Tuesday, September 16, 2008

HURRICANE


The last few days have been filled with craziness. Crazy busy and crazy worry. When I am crazy worried, it is a blessing to be crazy busy. In all the craziness, I finished my first draft of the fourth Piper and prepared for a writing workshop for educators. I was thankful for the tasks.


I'm embarrassed to admit that I didn't pay much attention to Hurricane Ike. The television stayed off. I was busy writing. So when my daughter called me Thursday and said, "This hurricane is worse than we thought. They're closing the campus tomorrow," the fretting began.

I seem destined to encounter hurricanes. I was born during Hurricane Donna. And the years of living in Louisiana and Guam, it would have been unusual not to experience tropical storms. But now I know it is much worse to be far away from a loved one who is experiencing them.

Saturday my daughter and her roommates headed north to the Dallas area. They wanted power and showers.
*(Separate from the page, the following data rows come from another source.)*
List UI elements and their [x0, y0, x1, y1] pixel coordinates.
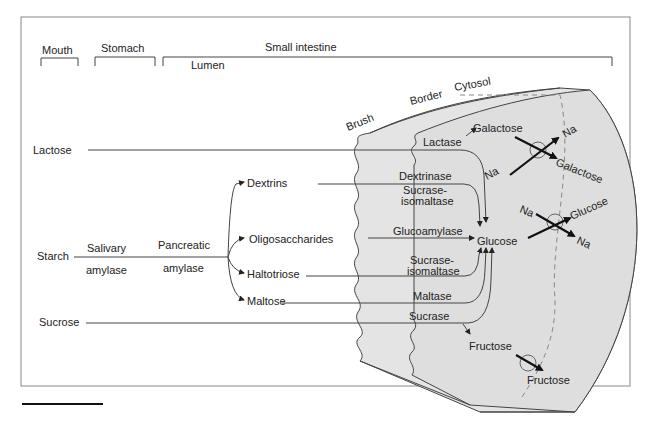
enzyme-pancreatic: Pancreatic [158, 239, 210, 251]
label-border: Border [409, 87, 444, 107]
product-fructose: Fructose [469, 340, 512, 352]
carbohydrate-digestion-diagram: Mouth Stomach Small intestine Lumen Brus… [0, 0, 653, 430]
region-stomach: Stomach [101, 42, 144, 54]
enzyme-salivary-amylase: amylase [86, 264, 127, 276]
intermediate-haltotriose: Haltotriose [247, 268, 300, 280]
enzyme-lactase: Lactase [423, 136, 462, 148]
transport-fructose-out: Fructose [527, 374, 570, 386]
intermediate-maltose: Maltose [247, 295, 286, 307]
intermediate-oligosaccharides: Oligosaccharides [249, 233, 334, 245]
enzyme-glucoamylase: Glucoamylase [393, 225, 463, 237]
region-brackets: Mouth Stomach Small intestine Lumen [41, 41, 612, 71]
region-small-intestine: Small intestine [265, 41, 337, 53]
product-galactose: Galactose [473, 122, 523, 134]
enzyme-salivary: Salivary [87, 242, 127, 254]
substrate-lactose: Lactose [33, 144, 72, 156]
enzyme-sucrase: Sucrase [409, 310, 449, 322]
product-glucose: Glucose [477, 235, 517, 247]
substrate-sucrose: Sucrose [39, 316, 79, 328]
enzyme-sucrase-isomaltase-1b: isomaltase [401, 195, 454, 207]
enzyme-sucrase-isomaltase-2b: isomaltase [407, 265, 460, 277]
intermediate-dextrins: Dextrins [247, 177, 288, 189]
region-mouth: Mouth [42, 44, 73, 56]
label-brush: Brush [344, 111, 375, 133]
enzyme-dextrinase: Dextrinase [399, 170, 452, 182]
substrate-starch: Starch [37, 250, 69, 262]
enzyme-maltase: Maltase [413, 290, 452, 302]
label-cytosol: Cytosol [453, 75, 491, 93]
region-lumen: Lumen [191, 59, 225, 71]
enzyme-pancreatic-amylase: amylase [163, 262, 204, 274]
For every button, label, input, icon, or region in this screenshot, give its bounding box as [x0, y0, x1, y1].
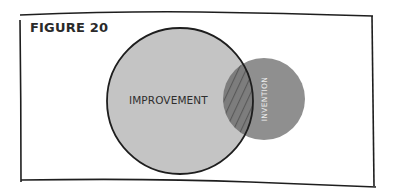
invention-label: INVENTION: [260, 77, 269, 121]
improvement-label: IMPROVEMENT: [129, 94, 229, 106]
frame-left: [20, 20, 21, 182]
frame-top: [20, 12, 373, 16]
frame-bottom: [21, 179, 376, 187]
frame-right: [372, 16, 374, 186]
figure-title: FIGURE 20: [30, 20, 108, 35]
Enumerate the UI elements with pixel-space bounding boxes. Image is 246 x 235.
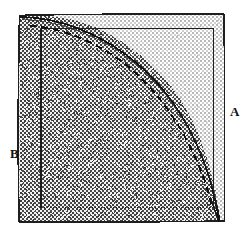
geometry-diagram (0, 0, 246, 235)
region-label-a: A (230, 105, 239, 118)
region-label-b: B (10, 147, 19, 160)
diagram-canvas (0, 0, 246, 235)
She is fine now.


Still it is difficult to do nothing for her. I think of the days I tried to teach her to look both ways before crossing the street. Sometimes it was just easier to take hold of her hand and help her across.

Last year, when we learned that she'd made it a habit to leave the coffee shop at midnight and walk across campus alone, my husband told her, "I wish you wouldn't do that."

I had a different way of dealing with it. I called her up and said, "Don't walk alone across campus late at night."

Several times in the last few days, my husband reminded me, "She's a grown woman now."

"So," I told him, "she's still my daughter."

"I know," he said, "she's mine, too."